Zo'or had not cared where Liam was buried. He had lost his prize implant and was still in a foul mood. Sandoval wondered if the Synod leader would try to clone him or use his DNA for some nefarious purpose, so Sandoval had Liam cremated. It seemed right, his own family used that method of burial. Sandoval then had the rosewood box with his child's ashes buried next to Siohban.

Sandoval hoped Liam and Siobhan were in paradise together. He was not particularly certain as to his own religious beliefs, but he did believe that there was more to living than mere physical reality. He had to believe that: His mother, Dee-dee, Siobhan, Isabel, and Liam were all taken from him.
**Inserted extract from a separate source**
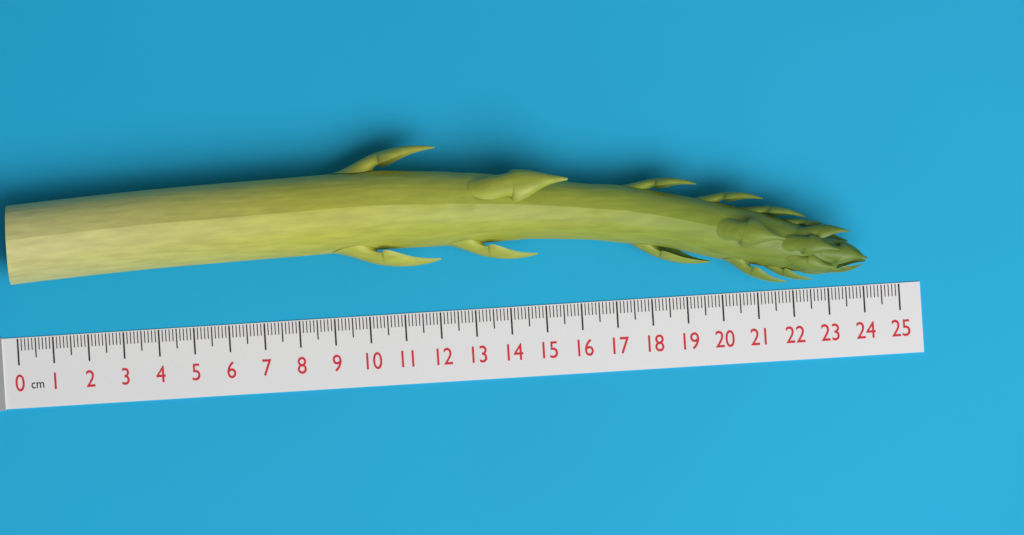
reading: 24.1 cm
He hoped he could redeem himself enough to apologize to them in the next world.

"To-marrow, and to-marrow, and to-marrow,

Creeps in this petty pace from day to day,

to the last syllable of recorded time;

And all our yesterdays have lighted fools

The way to dusty death. Out, out, brief candle!

Life's but a walking shadow; a poor player,

That struts and frets his hour upon the stage,

And then is heard no more: it is a tale

told by an idiot, full of sound and fury,

Signifying nothing."

-(c)From MacBeth by William Shakespeare. Act V, Scene IV.

The above passage is MacBeth's words after being informed of his wife's death even as his world crumbles around him.